Although global in scope, Coty Inc. has gone local with 80 percent of its business being done within the country by Brazilian brands. The corporate is searching for more acquisition targets and it’s knitting together its São Paulo-based culture of two,500 employees, constructing its infrastructure, particularly by investing in digital. “Digital has really democratized beauty globally and ladies now can access recent trends, recent looks, fashion suggestions at the clicking of a sensible phone,” said Al Symington, senior vp of ALMEA (Asia, Latin America, Middle East and Africa), adding that few people have bank cards and a variety of e-commerce retailers don’t accept money on delivery in Brazil. “It’s still very much a money economy. But that’s going to vary.”

Symington predicted that a “tipping point” will probably be reached when consumers search for “a more enlightened and exciting beauty shopping experience.” He concluded, “there must be a safer approach to paying for purchases.” One solution could be to permit customers to deposit money right into a social network account, then pay by smartphone like a debit card.

“E-commerce will play an enormous role in that and digital on the whole. But there’s still a job to play, obviously, within the more traditional retail,” Symington said. “The best way you coordinate your off line traditional retail along with your online e-commerce is absolutely the important thing.”

In a fast-moving, complex market like Brazil, local knowledge is king. At the very least that’s the assumption of Procter & Gamble. “Our key competitive advantage is the understanding that we’ve got of the patron,” said Isabella Zakzuk, marketing beauty director of P&G Brazil.

She ticked of the each day habits of consumers, who drive Brazil’s $4.4 billion hair-care market. P&G ranks third available in the market behind Unilever and L’Oréal, in keeping with Euromonitor.

“We’re talking a couple of consumer that uses from six to seven different brands of hair care in a single 12 months —14 to fifteen bottles of hair care. Greater than half of those consumers use greater than 4 products of their hair daily,” she said.

Women use so many treatments of their hair after shampooing that Brazil has develop into number-one on the earth for post-shampoo conditioning, treating and repairing, a category P&G is targeting with problem-solving technology.

The strategy is working. The P&G hair-care division has increased its sales by 20 percent within the last three years and Pantene has been trading number-one and number-two rankings in a dance with Unilever’s Seda.

A part of the strategy was to launch the Three Minute Miracle Day by day Conditioner with ampoules and to ramp up Pantene TV promoting. One other innovation was so as to add digital content to increase reach. In 2017, P&G launched a reality show which featured 10 women rhapsodizing about the fantastic thing about their hair. It’s now in its second edition.

Conversations in regards to the way forward for Brazil normally end with questions of what comes next with the economy, if not the presidential election. “Brazil goes to be the country of the longer term,” said Alex Serodia, a young entrepreneur who founded the Beleza na Web e-commerce company. “You’ve all the time got to concentrate on the long run in Brazil, because you’ll be able to get too excited with the short term after which get frustrated afterward.”

It looks as if the opportunities haven’t gone unnoticed.
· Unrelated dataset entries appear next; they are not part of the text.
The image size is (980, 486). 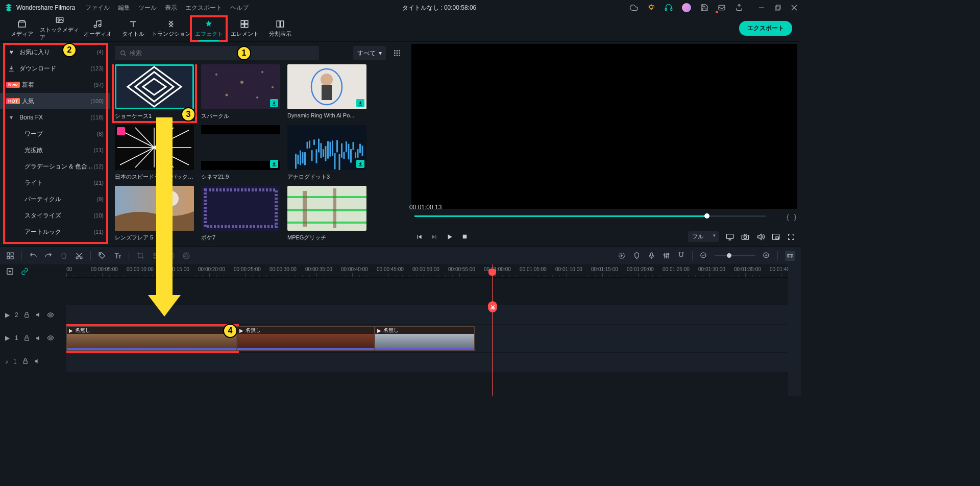 What do you see at coordinates (778, 8) in the screenshot?
I see `maximize-icon` at bounding box center [778, 8].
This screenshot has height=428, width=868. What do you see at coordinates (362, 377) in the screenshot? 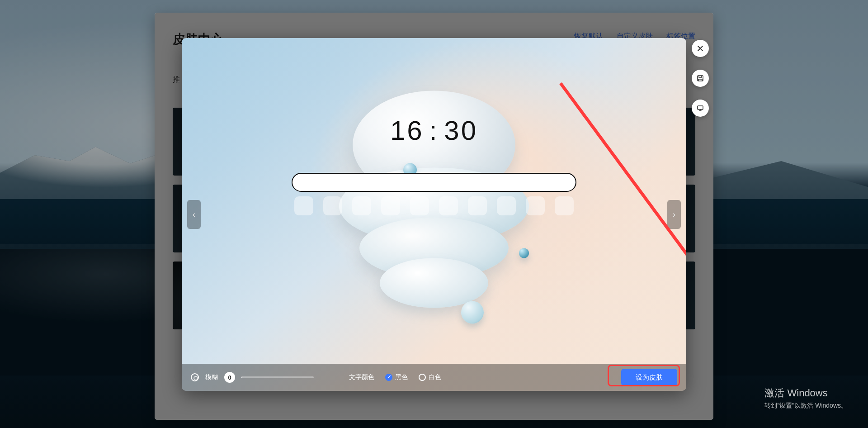
I see `text-color-label: 文字颜色` at bounding box center [362, 377].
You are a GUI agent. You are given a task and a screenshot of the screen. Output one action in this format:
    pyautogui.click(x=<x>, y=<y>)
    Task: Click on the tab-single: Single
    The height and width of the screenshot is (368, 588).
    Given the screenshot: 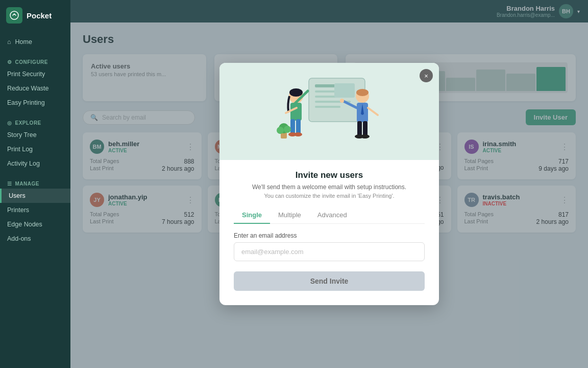 What is the action you would take?
    pyautogui.click(x=252, y=216)
    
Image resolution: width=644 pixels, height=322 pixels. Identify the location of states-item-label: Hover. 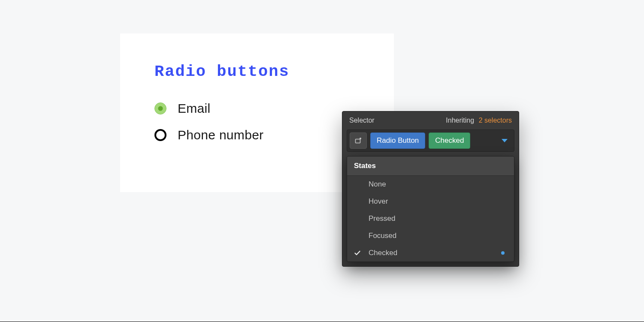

Juliana Martins, beauty and personal-care senior specialist at Mintel, remarked how recent points of sale are popping up. Not only are pharmacy chains and malls being built, but foreign brands are moving in. She pointed to Kiko Milano, a November 2016 entry; the French-based L’Occitane au Brésil, which in 4 years has begun expanding by opening recent franchises, and the French Yves Rocher, which inaugurated its first franchise within the south region of Brazil in December 2016.

“For the subsequent few years,” Martins concluded, “the wonder and personal-care sector can have the prospect to resume sales growth just as before the economic crisis.”

She described the state of the Brazilian industry as “dynamic and competitive.”